Saturday, September 9, 2017

The Cold Warrior Who Never Apologized - The New York Times

The Cold Warrior Who Never Apologized - The New York Times
by Jonathan Stevenson
As Gen. H. R. McMaster, the national security adviser, wrote in his book “Dereliction of Duty,” the early stages of the Vietnam War caught America’s military leaders flat-footed. Having gone through World War II and Korea, they were all ready for a conventional war. But insurgencies and unconventional warfare were something else. As a result, they were inordinately acquiescent to the wishful thinking of their civilian overseers — and no one thought more wishfully about the war than Walt Whitman Rostow.
A Yale Ph.D. and a Rhodes scholar, Rostow left his academic perch at M.I.T. to join the State Department under John F. Kennedy; he was later Lyndon Johnson’s national security adviser during the center-cut of American involvement in Vietnam, from April 1966 to January 1969. More than anyone else, he epitomized the overweening confidence of the civilian strategists of the era — he was the best and the brightest of “the best and the brightest.” He could lay distant claim to operational warfighting competence, having selected bombing targets as a major in the Office of Strategic Services during World War II. But like many other prominent civilian strategists of the day, he was by training and disposition an economist and a technocrat.
In his 1960 book “The Stages of Economic Growth: A Non-Communist Manifesto,” Rostow posited that robust growth was a nation’s best insurance against the political emergence of Communism, and cast growth as a multistage process that depended crucially on a “takeoff” period propelled by rapid expansion in key segments of an economy. Though criticized as tendentiously Western-centric, the book attracted Kennedy’s attention. In a matter of months, Rostow moved from holding forth in the academy to planning America’s strategy in Vietnam, tightly guided by his ideas about economic development.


# Problem to work on
From top to bottom, each entry below must be reproduced exactly.
━━━━━ Records supplied
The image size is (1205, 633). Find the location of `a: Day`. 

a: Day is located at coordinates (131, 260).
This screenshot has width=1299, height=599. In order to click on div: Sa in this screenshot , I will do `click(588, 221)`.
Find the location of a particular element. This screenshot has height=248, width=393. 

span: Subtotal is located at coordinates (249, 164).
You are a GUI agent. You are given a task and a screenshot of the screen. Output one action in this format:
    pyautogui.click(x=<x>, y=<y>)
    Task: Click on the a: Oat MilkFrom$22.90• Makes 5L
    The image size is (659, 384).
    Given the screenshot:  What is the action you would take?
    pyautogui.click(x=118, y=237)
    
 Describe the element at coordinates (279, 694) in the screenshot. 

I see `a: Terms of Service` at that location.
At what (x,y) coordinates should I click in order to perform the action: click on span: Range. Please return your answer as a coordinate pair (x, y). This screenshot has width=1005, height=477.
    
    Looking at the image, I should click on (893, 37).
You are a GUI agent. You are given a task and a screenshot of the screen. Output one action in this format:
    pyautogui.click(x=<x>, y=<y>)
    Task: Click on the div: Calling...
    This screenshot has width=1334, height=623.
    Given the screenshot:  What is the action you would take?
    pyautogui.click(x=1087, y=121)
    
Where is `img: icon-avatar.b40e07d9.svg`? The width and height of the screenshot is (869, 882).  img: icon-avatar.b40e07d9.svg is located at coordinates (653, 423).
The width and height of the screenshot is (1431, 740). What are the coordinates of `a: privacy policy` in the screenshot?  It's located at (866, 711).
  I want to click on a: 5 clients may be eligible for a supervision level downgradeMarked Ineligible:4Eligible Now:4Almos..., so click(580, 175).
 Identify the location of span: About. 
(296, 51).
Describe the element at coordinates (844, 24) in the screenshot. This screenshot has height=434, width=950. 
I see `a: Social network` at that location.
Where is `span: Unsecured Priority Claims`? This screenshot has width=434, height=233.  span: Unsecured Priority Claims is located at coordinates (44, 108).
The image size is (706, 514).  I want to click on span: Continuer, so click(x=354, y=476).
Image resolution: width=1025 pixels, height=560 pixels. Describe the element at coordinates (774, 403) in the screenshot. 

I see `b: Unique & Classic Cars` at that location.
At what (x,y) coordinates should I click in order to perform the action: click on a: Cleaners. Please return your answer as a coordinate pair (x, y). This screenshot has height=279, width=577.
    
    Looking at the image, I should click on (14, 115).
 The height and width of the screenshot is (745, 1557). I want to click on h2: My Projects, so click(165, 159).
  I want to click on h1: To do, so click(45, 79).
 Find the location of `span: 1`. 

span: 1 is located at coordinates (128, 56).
━━━━━━━━━━
# Task response
The image size is (1205, 633). Find the location of `a: Day`. 

a: Day is located at coordinates (131, 260).
This screenshot has width=1299, height=599. In order to click on div: Sa in this screenshot , I will do `click(588, 221)`.
Find the location of a particular element. This screenshot has height=248, width=393. 

span: Subtotal is located at coordinates (249, 164).
You are a GUI agent. You are given a task and a screenshot of the screen. Output one action in this format:
    pyautogui.click(x=<x>, y=<y>)
    Task: Click on the a: Oat MilkFrom$22.90• Makes 5L
    The image size is (659, 384).
    Given the screenshot:  What is the action you would take?
    pyautogui.click(x=118, y=237)
    
 Describe the element at coordinates (279, 694) in the screenshot. 

I see `a: Terms of Service` at that location.
At what (x,y) coordinates should I click in order to perform the action: click on span: Range. Please return your answer as a coordinate pair (x, y). This screenshot has width=1005, height=477.
    
    Looking at the image, I should click on (893, 37).
You are a GUI agent. You are given a task and a screenshot of the screen. Output one action in this format:
    pyautogui.click(x=<x>, y=<y>)
    Task: Click on the div: Calling...
    This screenshot has width=1334, height=623.
    Given the screenshot:  What is the action you would take?
    pyautogui.click(x=1087, y=121)
    
Where is `img: icon-avatar.b40e07d9.svg`? The width and height of the screenshot is (869, 882).  img: icon-avatar.b40e07d9.svg is located at coordinates (653, 423).
The width and height of the screenshot is (1431, 740). What are the coordinates of `a: privacy policy` in the screenshot?  It's located at (866, 711).
  I want to click on a: 5 clients may be eligible for a supervision level downgradeMarked Ineligible:4Eligible Now:4Almos..., so click(580, 175).
 Identify the location of span: About. 
(296, 51).
Describe the element at coordinates (844, 24) in the screenshot. This screenshot has height=434, width=950. 
I see `a: Social network` at that location.
Where is `span: Unsecured Priority Claims`? This screenshot has width=434, height=233.  span: Unsecured Priority Claims is located at coordinates (44, 108).
The image size is (706, 514).  I want to click on span: Continuer, so click(x=354, y=476).
Image resolution: width=1025 pixels, height=560 pixels. Describe the element at coordinates (774, 403) in the screenshot. 

I see `b: Unique & Classic Cars` at that location.
At what (x,y) coordinates should I click in order to perform the action: click on a: Cleaners. Please return your answer as a coordinate pair (x, y). This screenshot has height=279, width=577.
    
    Looking at the image, I should click on (14, 115).
 The height and width of the screenshot is (745, 1557). I want to click on h2: My Projects, so click(165, 159).
  I want to click on h1: To do, so click(45, 79).
 Find the location of `span: 1`. 

span: 1 is located at coordinates (128, 56).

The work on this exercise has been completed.